While watching trivia game shows such as Jeopardy!, you might be amazed by contestants’ quick and impressive ability to ring in with correct answers time and time again. A new study led by a Jeopardy! champion—enlisting the help of other Jeopardy! contestants and trivia experts—suggests that this extraordinary trivia prowess may be strengthened by links between two memory systems.
Monica Thieu, a multitime Jeopardy! contestant, had been itching to study the psychology of trivia ever since she won the Jeopardy! College Championship in 2012. Years later as a graduate student she began to tackle this question with collaborators, using varied methods to assess the recall of obscure facts in participants of varying trivia skill levels. She and her colleagues found that people with greater trivia expertise were more likely to remember new facts in general, and they were more likely to remember those facts when they also could recall the context for where they first learned them—a trend not seen in those with lesser trivia abilities. The findings were published on February 12 in the journal Psychonomic Bulletin & Review.
Thieu had noticed an “anecdotal trend,” she says, when she returned to the Jeopardy! stage for the third time for the 2019 Jeopardy! All-Star Games. “Many of the Jeopardy! contestants I was talking to were able to report the ‘who, what, when, where and sometimes how’ of how they originally learned different facts,” says Thieu, now a postdoctoral researcher in psychology at Emory University. She later consulted with other contestants on the show, including 13-consecutive-game-winner Matt Jackson and all-time regular-season highest prize winner Ken Jennings, to see if this rang true. One contestant said that they remembered the cover of their history textbook, Thieu recalls, and another noted learning a fact in a movie seen with a friend.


PROBLEM STATEMENT: Reproduce the whole listing, keeping every character the same.

MATERIAL PROVIDED:

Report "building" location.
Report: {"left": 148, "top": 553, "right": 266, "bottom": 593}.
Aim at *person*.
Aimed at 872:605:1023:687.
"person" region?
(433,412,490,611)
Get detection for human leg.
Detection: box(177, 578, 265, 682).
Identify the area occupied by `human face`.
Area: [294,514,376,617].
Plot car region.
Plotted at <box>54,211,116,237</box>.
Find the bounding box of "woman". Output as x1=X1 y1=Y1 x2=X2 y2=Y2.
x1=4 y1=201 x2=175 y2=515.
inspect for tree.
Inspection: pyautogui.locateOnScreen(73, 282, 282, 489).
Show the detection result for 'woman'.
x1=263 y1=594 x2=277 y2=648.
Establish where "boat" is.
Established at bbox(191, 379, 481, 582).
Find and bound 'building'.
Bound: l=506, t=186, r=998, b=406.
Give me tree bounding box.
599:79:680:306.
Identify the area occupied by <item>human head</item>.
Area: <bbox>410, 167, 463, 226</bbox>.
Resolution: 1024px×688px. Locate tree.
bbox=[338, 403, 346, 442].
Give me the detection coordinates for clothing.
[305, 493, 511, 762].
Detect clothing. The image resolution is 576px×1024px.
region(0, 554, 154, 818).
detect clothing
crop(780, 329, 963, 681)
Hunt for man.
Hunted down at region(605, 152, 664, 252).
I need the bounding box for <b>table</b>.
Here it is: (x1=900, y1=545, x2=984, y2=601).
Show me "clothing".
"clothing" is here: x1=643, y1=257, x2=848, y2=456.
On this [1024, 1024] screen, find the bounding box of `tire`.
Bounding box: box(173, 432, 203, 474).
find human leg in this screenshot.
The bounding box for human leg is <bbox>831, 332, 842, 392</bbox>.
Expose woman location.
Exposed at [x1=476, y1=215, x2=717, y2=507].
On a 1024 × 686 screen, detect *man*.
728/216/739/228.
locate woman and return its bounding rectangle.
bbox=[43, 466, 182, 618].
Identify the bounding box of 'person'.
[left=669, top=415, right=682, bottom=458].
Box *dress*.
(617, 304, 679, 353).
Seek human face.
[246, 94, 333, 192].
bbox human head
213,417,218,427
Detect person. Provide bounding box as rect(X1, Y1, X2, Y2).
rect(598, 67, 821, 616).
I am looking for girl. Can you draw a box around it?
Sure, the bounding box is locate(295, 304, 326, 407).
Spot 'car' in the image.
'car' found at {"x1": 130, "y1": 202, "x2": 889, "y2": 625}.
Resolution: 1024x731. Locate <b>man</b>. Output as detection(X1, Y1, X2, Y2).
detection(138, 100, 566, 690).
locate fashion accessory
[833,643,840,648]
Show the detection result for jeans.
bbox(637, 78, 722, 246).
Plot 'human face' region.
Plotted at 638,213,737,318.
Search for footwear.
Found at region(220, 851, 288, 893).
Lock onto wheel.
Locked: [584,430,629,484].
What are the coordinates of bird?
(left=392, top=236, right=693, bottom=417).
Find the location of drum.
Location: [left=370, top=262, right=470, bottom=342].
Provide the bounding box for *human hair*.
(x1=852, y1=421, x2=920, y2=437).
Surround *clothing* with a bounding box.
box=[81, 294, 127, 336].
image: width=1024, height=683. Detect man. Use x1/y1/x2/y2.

EXERCISE RESULT:
Report "building" location.
Report: {"left": 148, "top": 553, "right": 266, "bottom": 593}.
Aim at *person*.
Aimed at 872:605:1023:687.
"person" region?
(433,412,490,611)
Get detection for human leg.
Detection: box(177, 578, 265, 682).
Identify the area occupied by `human face`.
Area: [294,514,376,617].
Plot car region.
Plotted at <box>54,211,116,237</box>.
Find the bounding box of "woman". Output as x1=X1 y1=Y1 x2=X2 y2=Y2.
x1=4 y1=201 x2=175 y2=515.
inspect for tree.
Inspection: pyautogui.locateOnScreen(73, 282, 282, 489).
Show the detection result for 'woman'.
x1=263 y1=594 x2=277 y2=648.
Establish where "boat" is.
Established at bbox(191, 379, 481, 582).
Find and bound 'building'.
Bound: l=506, t=186, r=998, b=406.
Give me tree bounding box.
599:79:680:306.
Identify the area occupied by <item>human head</item>.
Area: <bbox>410, 167, 463, 226</bbox>.
Resolution: 1024px×688px. Locate tree.
bbox=[338, 403, 346, 442].
Give me the detection coordinates for clothing.
[305, 493, 511, 762].
Detect clothing. The image resolution is 576px×1024px.
region(0, 554, 154, 818).
detect clothing
crop(780, 329, 963, 681)
Hunt for man.
Hunted down at region(605, 152, 664, 252).
I need the bounding box for <b>table</b>.
Here it is: (x1=900, y1=545, x2=984, y2=601).
Show me "clothing".
"clothing" is here: x1=643, y1=257, x2=848, y2=456.
On this [1024, 1024] screen, find the bounding box of `tire`.
Bounding box: box(173, 432, 203, 474).
find human leg in this screenshot.
The bounding box for human leg is <bbox>831, 332, 842, 392</bbox>.
Expose woman location.
Exposed at [x1=476, y1=215, x2=717, y2=507].
On a 1024 × 686 screen, detect *man*.
728/216/739/228.
locate woman and return its bounding rectangle.
bbox=[43, 466, 182, 618].
Identify the bounding box of 'person'.
[left=669, top=415, right=682, bottom=458].
Box *dress*.
(617, 304, 679, 353).
Seek human face.
[246, 94, 333, 192].
bbox human head
213,417,218,427
Detect person. Provide bounding box as rect(X1, Y1, X2, Y2).
rect(598, 67, 821, 616).
I am looking for girl. Can you draw a box around it?
Sure, the bounding box is locate(295, 304, 326, 407).
Spot 'car' in the image.
'car' found at {"x1": 130, "y1": 202, "x2": 889, "y2": 625}.
Resolution: 1024x731. Locate <b>man</b>. Output as detection(X1, Y1, X2, Y2).
detection(138, 100, 566, 690).
locate fashion accessory
[833,643,840,648]
Show the detection result for jeans.
bbox(637, 78, 722, 246).
Plot 'human face' region.
Plotted at 638,213,737,318.
Search for footwear.
Found at region(220, 851, 288, 893).
Lock onto wheel.
Locked: [584,430,629,484].
What are the coordinates of bird?
(left=392, top=236, right=693, bottom=417).
Find the location of drum.
Location: [left=370, top=262, right=470, bottom=342].
Provide the bounding box for *human hair*.
(x1=852, y1=421, x2=920, y2=437).
Surround *clothing* with a bounding box.
box=[81, 294, 127, 336].
image: width=1024, height=683. Detect man. Use x1/y1/x2/y2.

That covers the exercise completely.